French newspaper Le Monde has exposed the locations of approximately 18,000 French military personnel by analyzing publicly available data from the fitness tracking app Strava, revealing an operational security failure that persists eight years after similar breaches exposed US military installations worldwide.
The investigation, published Monday, demonstrates how data from soldiers' exercise routines can reveal the locations of sensitive military facilities, patrol routes, and even the layouts of classified bases in conflict zones. The findings come as France maintains deployments across Africa, the Middle East, and Eastern Europe amid multiple security crises.
"What's most alarming is that this problem was supposed to have been fixed," said Jean-Dominique Merchet, Le Monde's defense correspondent. "After the 2018 'Stravaleaks' exposed US bases, military leadership around the world promised reforms. Clearly, those reforms were never implemented—or soldiers simply ignored them."
The 2018 incident revealed the locations of secret US military bases in Afghanistan, Syria, and elsewhere when American soldiers' jogging routes appeared on Strava's public heat map. The revelation prompted the Pentagon to issue new guidelines restricting use of fitness trackers and other connected devices in operational areas.
French military leadership promised similar reforms. They failed to implement them effectively, and now that failure could have lethal consequences during active deployments.
The Le Monde investigation used open-source intelligence techniques to cross-reference Strava data with known French military installations. In some cases, reporters could identify not just the location of bases but also which buildings housed specific units, the timing and routes of perimeter patrols, and the exercise habits of individual personnel.
The security implications are severe. In Mali, where French forces are engaged in counterterrorism operations, Strava data reveals patterns that hostile forces could exploit to time attacks. In Eastern Europe, where France contributes to NATO's enhanced forward presence, the data could provide Russian intelligence with valuable information about force disposition and routine.
To understand today's headlines, we must look at yesterday's decisions. Modern militaries have struggled to balance operational security with the reality that soldiers are digital natives who use consumer technology habitually. Banning devices entirely is impractical and harms morale. But allowing their use without adequate safeguards creates precisely the vulnerabilities Le Monde has now exposed.
The French Ministry of Defense issued a statement Monday acknowledging the breach and announcing immediate measures. Personnel in operational theaters will be required to disable location services on all personal devices, and the use of fitness tracking apps will be prohibited in designated security zones.
But experts question whether these measures will be enforced more successfully than previous guidelines. The problem is not lack of policy—it's lack of compliance and inadequate technical controls.
"You can't rely on 18,000 soldiers individually remembering to turn off their fitness apps," said Baptiste Robert, a French cybersecurity researcher. "You need network-level controls that prevent these apps from transmitting location data from sensitive areas. That requires investment and technical sophistication that many militaries haven't prioritized."
The breach also raises questions about whether adversaries have been exploiting this data without public disclosure. While Le Monde used only openly available information, intelligence services presumably have more sophisticated methods for harvesting and analyzing fitness app data.
Russia, China, and other nations with advanced cyber capabilities may have been tracking French military movements for years through this vector. The Le Monde revelation merely makes public what foreign intelligence services likely already knew.
For France, the timing is particularly embarrassing given Monday's announcement of AI deployment across military operations. The juxtaposition of cutting-edge artificial intelligence integration with failures on basic operational security highlights the uneven nature of military modernization.
French Defense Minister Sébastien Lecornu called the breach "unacceptable" and ordered an investigation into why 2018 reforms were not effectively implemented. But the incident reflects a broader challenge facing all modern militaries: how to maintain security in an era when nearly every device can become a tracking beacon.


Prompt: Whenever a line contains the string "layer", copy it out of the entries.

+++

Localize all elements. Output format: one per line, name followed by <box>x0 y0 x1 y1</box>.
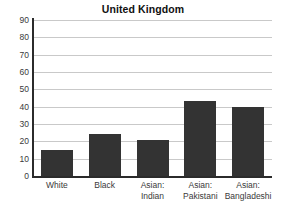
bar <box>41 150 73 176</box>
bar <box>89 134 121 176</box>
y-tick-label: 80 <box>5 33 29 42</box>
x-tick-label: Black <box>81 180 129 191</box>
x-tick-label: Asian: Indian <box>129 180 177 202</box>
y-tick-label: 30 <box>5 120 29 129</box>
x-tick-label: Asian: Pakistani <box>176 180 224 202</box>
y-tick-label: 10 <box>5 155 29 164</box>
bar <box>184 101 216 176</box>
y-tick-label: 40 <box>5 103 29 112</box>
bar <box>232 107 264 176</box>
x-axis-tick-labels: WhiteBlackAsian: IndianAsian: PakistaniA… <box>33 180 272 208</box>
x-tick-label: White <box>33 180 81 191</box>
y-tick-label: 70 <box>5 51 29 60</box>
bar <box>137 140 169 176</box>
y-tick-label: 0 <box>5 172 29 181</box>
y-tick-label: 50 <box>5 85 29 94</box>
bar-chart-figure: United Kingdom 0102030405060708090 White… <box>0 0 286 210</box>
x-axis-line <box>32 176 272 178</box>
y-tick-label: 90 <box>5 16 29 25</box>
y-tick-label: 20 <box>5 137 29 146</box>
y-axis-tick-labels: 0102030405060708090 <box>4 20 29 176</box>
bars-layer <box>33 20 272 176</box>
x-tick-label: Asian: Bangladeshi <box>224 180 272 202</box>
y-tick-label: 60 <box>5 68 29 77</box>
chart-title: United Kingdom <box>0 3 286 15</box>
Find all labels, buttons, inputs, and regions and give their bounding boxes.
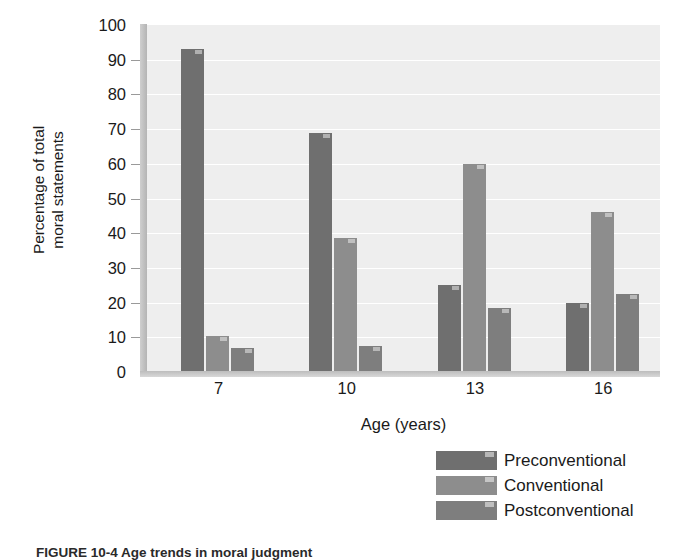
- legend-item: Conventional: [436, 473, 686, 498]
- bar-body: [438, 285, 461, 372]
- bar-body: [334, 238, 357, 372]
- bar: [488, 308, 511, 372]
- bar-body: [206, 336, 229, 372]
- plot-area: [147, 25, 660, 372]
- x-axis-tick-label: 10: [338, 380, 356, 397]
- legend-swatch-highlight: [485, 502, 494, 507]
- bar: [566, 303, 589, 372]
- y-axis-tick-labels: 0102030405060708090100: [52, 25, 126, 372]
- y-axis-tick-label: 20: [108, 294, 126, 311]
- bar-highlight: [220, 337, 227, 341]
- bar: [231, 348, 254, 372]
- bar-highlight: [373, 347, 380, 351]
- bar-highlight: [502, 309, 509, 313]
- bar-body: [566, 303, 589, 372]
- bar-body: [463, 164, 486, 372]
- legend-swatch-highlight: [485, 452, 494, 457]
- legend-item: Postconventional: [436, 498, 686, 523]
- bar-body: [309, 133, 332, 372]
- bar: [181, 49, 204, 372]
- x-axis-tick-label: 16: [594, 380, 612, 397]
- y-axis-title-line-1: Percentage of total: [30, 126, 49, 254]
- x-axis-line: [140, 371, 660, 377]
- x-axis-title: Age (years): [147, 415, 660, 434]
- y-axis-tick-label: 80: [108, 86, 126, 103]
- bar-body: [591, 212, 614, 372]
- bar-highlight: [477, 165, 484, 169]
- bar-highlight: [580, 304, 587, 308]
- bar-highlight: [605, 213, 612, 217]
- legend-swatch: [436, 501, 497, 520]
- y-axis-tick-label: 10: [108, 329, 126, 346]
- bars-layer: [147, 25, 660, 372]
- y-axis-tick-label: 30: [108, 260, 126, 277]
- bar-highlight: [348, 239, 355, 243]
- x-axis-tick-label: 7: [214, 380, 223, 397]
- bar: [206, 336, 229, 372]
- legend: PreconventionalConventionalPostconventio…: [436, 448, 686, 523]
- legend-swatch: [436, 451, 497, 470]
- y-axis-line: [140, 24, 147, 373]
- bar: [334, 238, 357, 372]
- figure-caption: FIGURE 10-4 Age trends in moral judgment: [36, 545, 312, 560]
- y-axis-tick-label: 90: [108, 51, 126, 68]
- x-axis-tick-labels: 7101316: [147, 380, 660, 406]
- y-axis-tick-label: 100: [98, 17, 126, 34]
- bar-body: [488, 308, 511, 372]
- bar: [616, 294, 639, 372]
- bar: [309, 133, 332, 372]
- legend-swatch: [436, 476, 497, 495]
- legend-label: Conventional: [504, 477, 603, 494]
- y-axis-tick-label: 60: [108, 156, 126, 173]
- x-axis-tick-label: 13: [466, 380, 484, 397]
- bar-highlight: [452, 286, 459, 290]
- bar-body: [616, 294, 639, 372]
- bar: [359, 346, 382, 372]
- y-axis-tick-label: 70: [108, 121, 126, 138]
- bar: [591, 212, 614, 372]
- bar-highlight: [245, 349, 252, 353]
- bar-highlight: [630, 295, 637, 299]
- y-axis-tick-label: 0: [117, 364, 126, 381]
- legend-swatch-highlight: [485, 477, 494, 482]
- legend-label: Postconventional: [504, 502, 633, 519]
- bar-highlight: [195, 50, 202, 54]
- legend-item: Preconventional: [436, 448, 686, 473]
- bar-body: [181, 49, 204, 372]
- y-axis-tick-label: 50: [108, 190, 126, 207]
- bar-highlight: [323, 134, 330, 138]
- legend-label: Preconventional: [504, 452, 626, 469]
- bar: [463, 164, 486, 372]
- bar: [438, 285, 461, 372]
- y-axis-tick-label: 40: [108, 225, 126, 242]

+++

Problem solution:
bars-layer <box>33 20 272 176</box>
- bars-layer: [147, 25, 660, 372]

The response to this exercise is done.